House begins as a more-or-less traditional, hacky teen comedy melodrama, with its seven adorable, giggly schoolgirl characters and their petty woes. When the plucky youngsters go off to visit an elderly aunt in her creepy house, the movie gets stranger, but still resembles a conventional ghost story. Soon, however, the whole mess goes spectacularly off the rails, and before your know it you've got dismembered body parts flying around, homicidal furniture, rooms filling up with blood, surprising nudity, bears selling noodles in a stall (?) and a guy turning into a pile of bananas, all accompanied by manic animation effects, garish video tricks, and insane music. This is one of the craziest movies I've ever seen, and I've seen a lot of crazy movies.
One thing important to know about House is that it's not inadvertently campy or "so bad it's good." Director Nobuhiko Obayashi set out to intentionally make a "ludicrous" film, in his own words, and it is, in fact, an avant-garde, experimental movie through and through, despite its trappings of aggressively dumb wackiness . What's more, Obayashi knows his cinema history, as these two stills from early in the film, in sequences which obviously pay homage to Kurosawa and Ozu, demonstrate:
(Shot through a beveled-glass screen)
(A classic Ozu shot)
The rest of the movie, though, can almost be seen as an extended act of violence against cinematic conventions and good taste. Obayashi not only uses, but recklessly abuses every trick in the book: there are haphazard iris-ins, baffling still-shots, double-exposures, wipes, atrocious pans, you name it. "We wanted the special effects to look fake... like something a child would do," the director deadpans in the accompanying documentary, and it's obviously not "I meant to do that" excuse-making.
I'm almost angry that this magnificent Dada masterpiece (and that really is what it is) has been kept from me for so long! House is a wild ride, as audacious and iconoclastic in its own goofball way as Eraserhead, El Topo, Pink Flamingos or Beyond the Valley of the Dolls, and every bit as subversive. If you enjoy difficult foreign films, Pee Wee's Playhouse, peculiar Japanese what-the-fuckedness, or if you're just a jaded gorehound, don't miss House.
7 comments:
I have to see it!
(btw, have you ever seen Wild Zero?)
I think it's hard to understand Japanese movies like this without at least a partial understanding of the wackadoo world of shintoism. Which has some mighty strange ghosts and spirits. All with very specific duties.
If you haven't seen Miike's The Great Yokaii War, I highly recommend it. If only to be introduced to many of these mythological stories. (You'll still have to hit wikipedia afterwords to figure out who everyone is.)
As Bavarian kitsch is much that's weird about Germany, Shintoism is much that's weird about Japan.
(Oddly my Captcha is bidsu -- Japanese for Buddhism.)
This looks magical and wondrous. I am ordering it!
Logged in today to see your take on the post-election zaniness and saw this, which is better. Thanks for the screenshots!
That. Looks. AWESOME.
OMG, a good friend got me a copy a few years ago. LOVE IT!
This looks magical and wondrous. I am ordering it!
I can't thank you enough for this recommendation. In return, please let me recommend Wild Zero. I loved both movies.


● **Requirement**:
Go line by line through the listing below and copy those that hold "North".
★ ★ ★ ★
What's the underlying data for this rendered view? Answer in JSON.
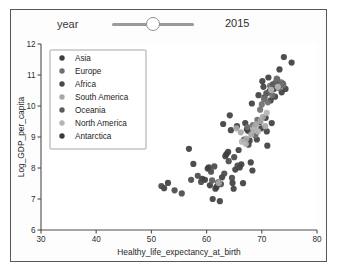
{
  "top_scrap_text": "     ",
  "widget": {
    "name": "interactive-scatter-widget"
  },
  "slider": {
    "label": "year",
    "value": "2015",
    "handle_fraction": 0.5
  },
  "chart_data": {
    "type": "scatter",
    "title": "",
    "xlabel": "Healthy_life_expectancy_at_birth",
    "ylabel": "Log_GDP_per_capita",
    "xlim": [
      30,
      80
    ],
    "ylim": [
      6,
      12
    ],
    "xticks": [
      30,
      40,
      50,
      60,
      70,
      80
    ],
    "yticks": [
      6,
      7,
      8,
      9,
      10,
      11,
      12
    ],
    "grid": false,
    "legend_position": "upper left",
    "marker_size": 3.1,
    "legend": [
      {
        "label": "Asia",
        "color": "#3f3f3f"
      },
      {
        "label": "Europe",
        "color": "#6f6f6f"
      },
      {
        "label": "Africa",
        "color": "#4a4a4a"
      },
      {
        "label": "South America",
        "color": "#a8a8a8"
      },
      {
        "label": "Oceania",
        "color": "#5b5b5b"
      },
      {
        "label": "North America",
        "color": "#b5b5b5"
      },
      {
        "label": "Antarctica",
        "color": "#3a3a3a"
      }
    ],
    "series": [
      {
        "name": "Asia",
        "color": "#3f3f3f",
        "points": [
          [
            52.3,
            7.35
          ],
          [
            53.0,
            7.52
          ],
          [
            56.8,
            8.62
          ],
          [
            57.6,
            8.13
          ],
          [
            59.2,
            7.65
          ],
          [
            59.7,
            7.62
          ],
          [
            60.2,
            7.98
          ],
          [
            60.4,
            8.02
          ],
          [
            60.6,
            7.44
          ],
          [
            61.1,
            7.0
          ],
          [
            61.6,
            7.33
          ],
          [
            61.8,
            7.39
          ],
          [
            62.1,
            7.54
          ],
          [
            62.4,
            6.93
          ],
          [
            62.8,
            7.7
          ],
          [
            63.0,
            9.42
          ],
          [
            63.4,
            8.38
          ],
          [
            63.6,
            8.45
          ],
          [
            63.9,
            8.52
          ],
          [
            64.2,
            9.7
          ],
          [
            64.4,
            9.22
          ],
          [
            64.7,
            7.52
          ],
          [
            64.9,
            7.33
          ],
          [
            65.2,
            7.95
          ],
          [
            65.5,
            9.35
          ],
          [
            65.8,
            8.58
          ],
          [
            66.0,
            8.02
          ],
          [
            66.3,
            8.12
          ],
          [
            66.6,
            7.51
          ],
          [
            67.0,
            9.45
          ],
          [
            67.3,
            9.25
          ],
          [
            67.5,
            9.2
          ],
          [
            67.8,
            8.88
          ],
          [
            68.0,
            8.18
          ],
          [
            68.2,
            10.08
          ],
          [
            68.3,
            7.92
          ],
          [
            68.6,
            9.22
          ],
          [
            68.9,
            9.12
          ],
          [
            69.1,
            8.92
          ],
          [
            69.4,
            10.35
          ],
          [
            69.6,
            9.48
          ],
          [
            69.9,
            9.28
          ],
          [
            70.1,
            10.8
          ],
          [
            70.3,
            10.62
          ],
          [
            70.5,
            10.28
          ],
          [
            70.7,
            9.62
          ],
          [
            70.9,
            9.18
          ],
          [
            71.0,
            8.72
          ],
          [
            71.2,
            10.92
          ],
          [
            71.4,
            10.48
          ],
          [
            71.6,
            10.18
          ],
          [
            71.8,
            9.45
          ],
          [
            72.0,
            10.7
          ],
          [
            72.2,
            10.55
          ],
          [
            72.4,
            10.3
          ],
          [
            72.6,
            10.78
          ],
          [
            72.8,
            10.85
          ],
          [
            73.0,
            10.62
          ],
          [
            73.2,
            11.18
          ],
          [
            73.4,
            10.7
          ],
          [
            73.6,
            10.44
          ],
          [
            73.8,
            10.72
          ],
          [
            74.0,
            11.58
          ],
          [
            74.3,
            10.55
          ],
          [
            75.4,
            11.4
          ]
        ]
      },
      {
        "name": "Europe",
        "color": "#6f6f6f",
        "points": [
          [
            67.4,
            9.32
          ],
          [
            68.4,
            9.38
          ],
          [
            68.8,
            9.05
          ],
          [
            69.2,
            9.55
          ],
          [
            69.7,
            9.88
          ],
          [
            70.0,
            10.05
          ],
          [
            70.4,
            10.22
          ],
          [
            70.8,
            10.4
          ],
          [
            71.1,
            10.12
          ],
          [
            71.5,
            10.65
          ],
          [
            71.9,
            10.35
          ],
          [
            72.3,
            10.72
          ],
          [
            72.7,
            10.88
          ],
          [
            73.1,
            10.58
          ],
          [
            73.5,
            10.76
          ],
          [
            73.9,
            10.68
          ]
        ]
      },
      {
        "name": "Africa",
        "color": "#4a4a4a",
        "points": [
          [
            51.8,
            7.42
          ],
          [
            54.2,
            7.28
          ],
          [
            55.5,
            7.18
          ],
          [
            57.2,
            7.62
          ],
          [
            58.4,
            7.75
          ],
          [
            59.0,
            7.55
          ],
          [
            60.8,
            7.88
          ],
          [
            61.4,
            8.05
          ],
          [
            62.6,
            7.48
          ],
          [
            63.2,
            7.82
          ],
          [
            64.0,
            8.22
          ],
          [
            64.6,
            7.68
          ],
          [
            65.0,
            8.35
          ],
          [
            65.6,
            8.08
          ],
          [
            66.8,
            8.92
          ],
          [
            67.6,
            8.75
          ]
        ]
      },
      {
        "name": "South America",
        "color": "#a8a8a8",
        "points": [
          [
            62.2,
            7.52
          ],
          [
            65.4,
            9.28
          ],
          [
            66.2,
            9.15
          ],
          [
            67.2,
            8.95
          ],
          [
            68.1,
            9.08
          ],
          [
            68.7,
            9.32
          ],
          [
            69.0,
            9.42
          ],
          [
            69.8,
            9.52
          ],
          [
            70.2,
            9.65
          ],
          [
            70.6,
            9.35
          ]
        ]
      },
      {
        "name": "Oceania",
        "color": "#5b5b5b",
        "points": [
          [
            61.0,
            7.6
          ],
          [
            70.9,
            10.42
          ],
          [
            72.1,
            10.68
          ]
        ]
      },
      {
        "name": "North America",
        "color": "#b5b5b5",
        "points": [
          [
            66.4,
            8.85
          ],
          [
            67.1,
            8.78
          ],
          [
            68.5,
            9.22
          ],
          [
            69.3,
            9.18
          ],
          [
            70.9,
            9.78
          ],
          [
            71.7,
            10.52
          ],
          [
            72.9,
            10.62
          ]
        ]
      },
      {
        "name": "Antarctica",
        "color": "#3a3a3a",
        "points": []
      }
    ]
  }
}
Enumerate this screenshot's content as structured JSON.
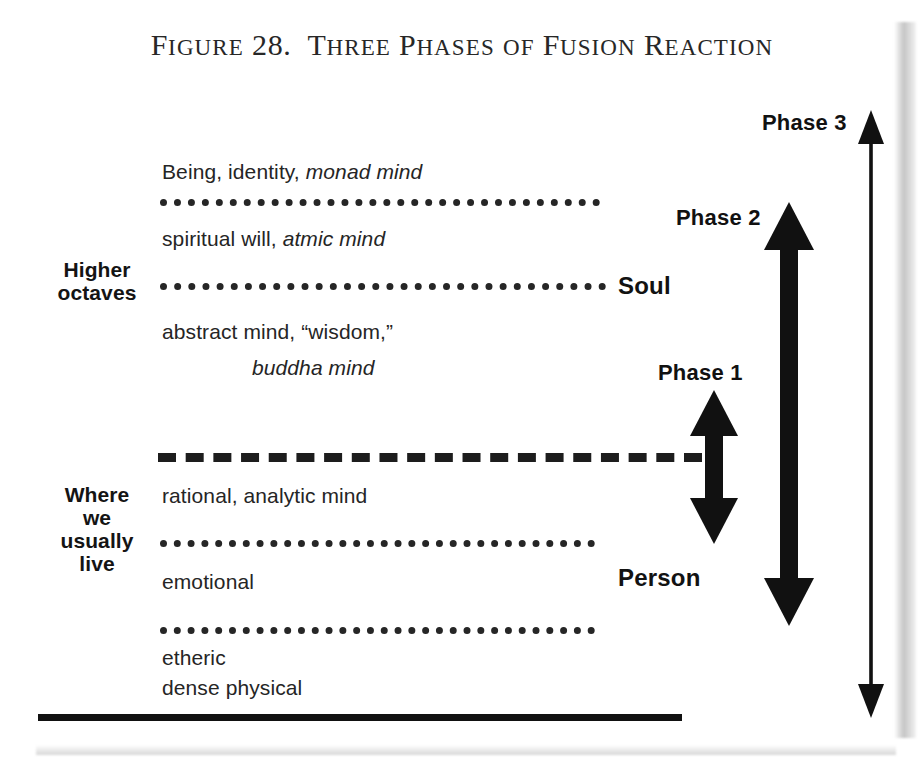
★ ★ ★ ★
● **Response to this task**:
        "label": "North America",
        "name": "North America",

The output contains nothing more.